They’re small fish, but they’re part of some big research into future cancer treatments.

Researchers at Dalhousie Medical School have been using tropical zebrafish to come up with new and safer ways to treat leukemia and other forms of cancer.

Why zebrafish? Surprisingly, they are genetically similar to humans in some key ways.

The zebrafish used in this research are also have a genetic mutation which makes them completely see-through. This means that researchers are able to see all the inner-workings of the fish, and track how cells move throughout their bodies.

Victoria Bentley, first-year medical student at Dalhousie University has been conducting groundbreaking research with the fish. She’s looking at faster and potentially more effective ways of treating cancer.

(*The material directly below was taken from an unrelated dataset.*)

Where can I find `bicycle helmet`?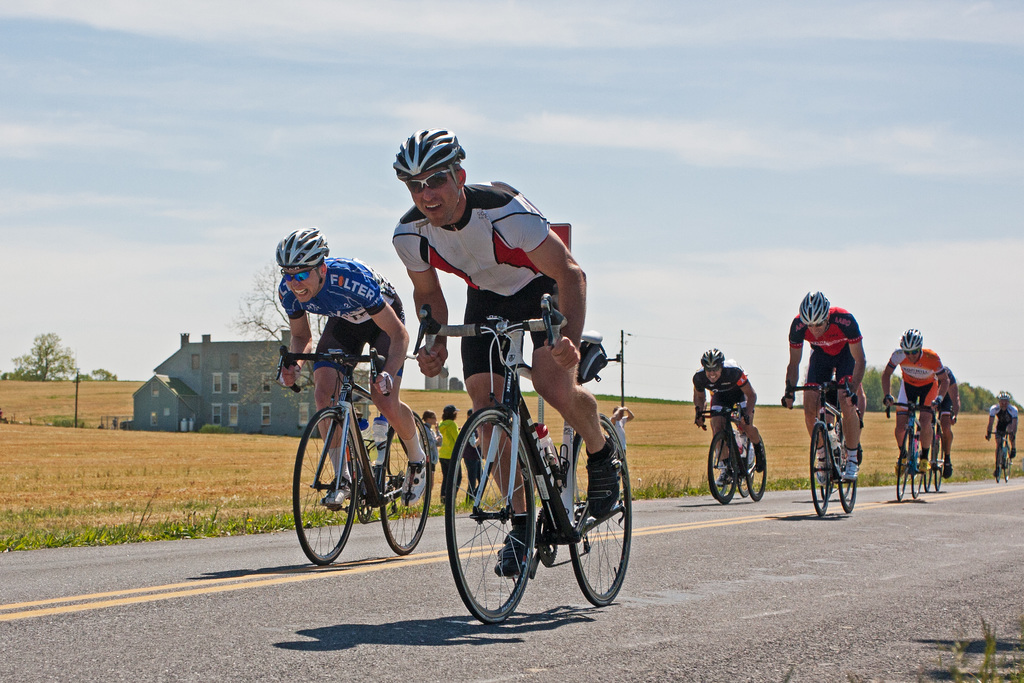
You can find it at left=899, top=325, right=925, bottom=365.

“I was taking human cells, flourescently labeling them, and then injecting them into the zebrafish, and studying how those cells responded to different treatment,” said Bentley.

She’s using a process called xenografting – taking something foreign, in this case human cancer cells, and putting it into another animal, in this case the zebrafish.

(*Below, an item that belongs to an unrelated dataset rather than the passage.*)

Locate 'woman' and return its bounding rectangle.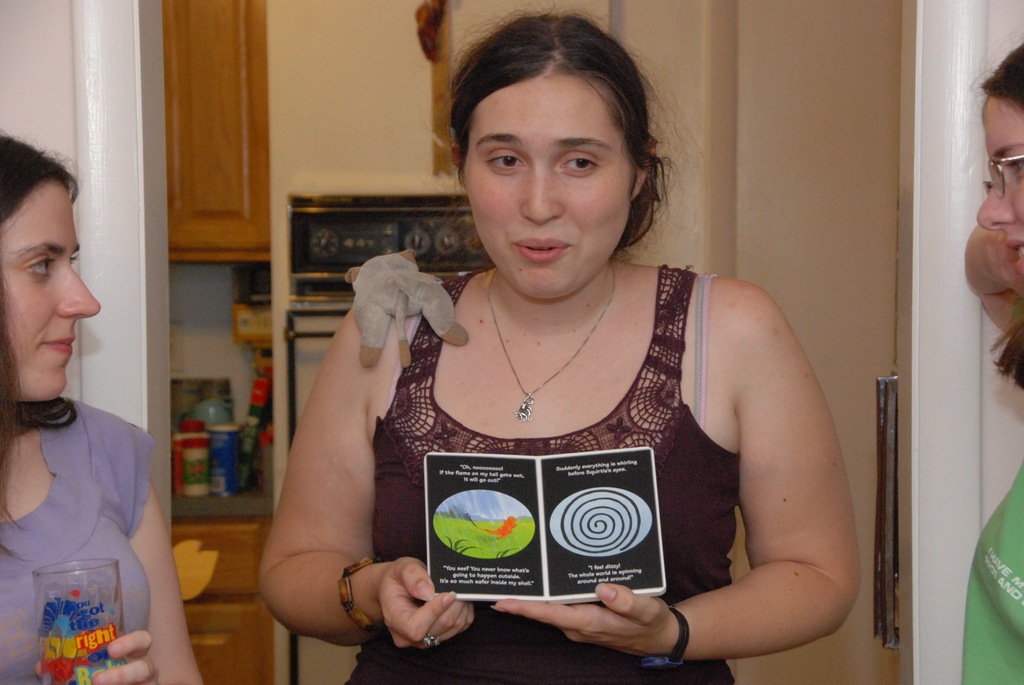
[0, 127, 200, 684].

Bentley has focused her research on T-cell acute lymphocytic leukemia, or T-ALL. This rare form of cancer has a lower cure rate than many other cancers.

Dr. Jason Berman is a pediatric hematologist oncologist at the IWK Health Centre, and an associate professor at Dalhousie University. He’s working with Bentley on her research.

“Being a pediatric oncologist I’m interested in finding better cures for childhood cancer,” said Dr. Berman.

Dr. Graham Dellaire is the Director of Research and an associate professor at Dalhousie Univeristy. Dr. Dellaire focuses his research on solid tumor cancers, like breast cancer and prostate cancer. He is also finding hope in these tiny tropical fish.

“Many of the pathways involved in solid tumors and involved in leukemia are very similar, and so we go back and forth between the two systems and we learn from that,” said Dr. Dellaire.

“We’re able to track the cells within the fish, we can look at things like metastasis, we can look at blood vessel growth, and we know that the growth of blood vessels into a tumor is a bad thing, that promotes the growth of the tumor and blocking that blood vessel growth can help shrink the tumor,” said Dr. Dellaire.

Though the research is still in beginning stages, the team is confident that they’re on their way to finding new, better treatments for cancer.

“I was able to take a known chemotherapy agent which is known to cause cardiac damage, and pair it with a protectant agent, and show that I could prevent the cardiac damage while still killing the leukemia cells,” explained Bentley.

Bentley received the D. A. Gillis entrance scholarship into Dalhousie Medical School, and is also nominated for the Governor General’s Award for her published research with the zebrafish.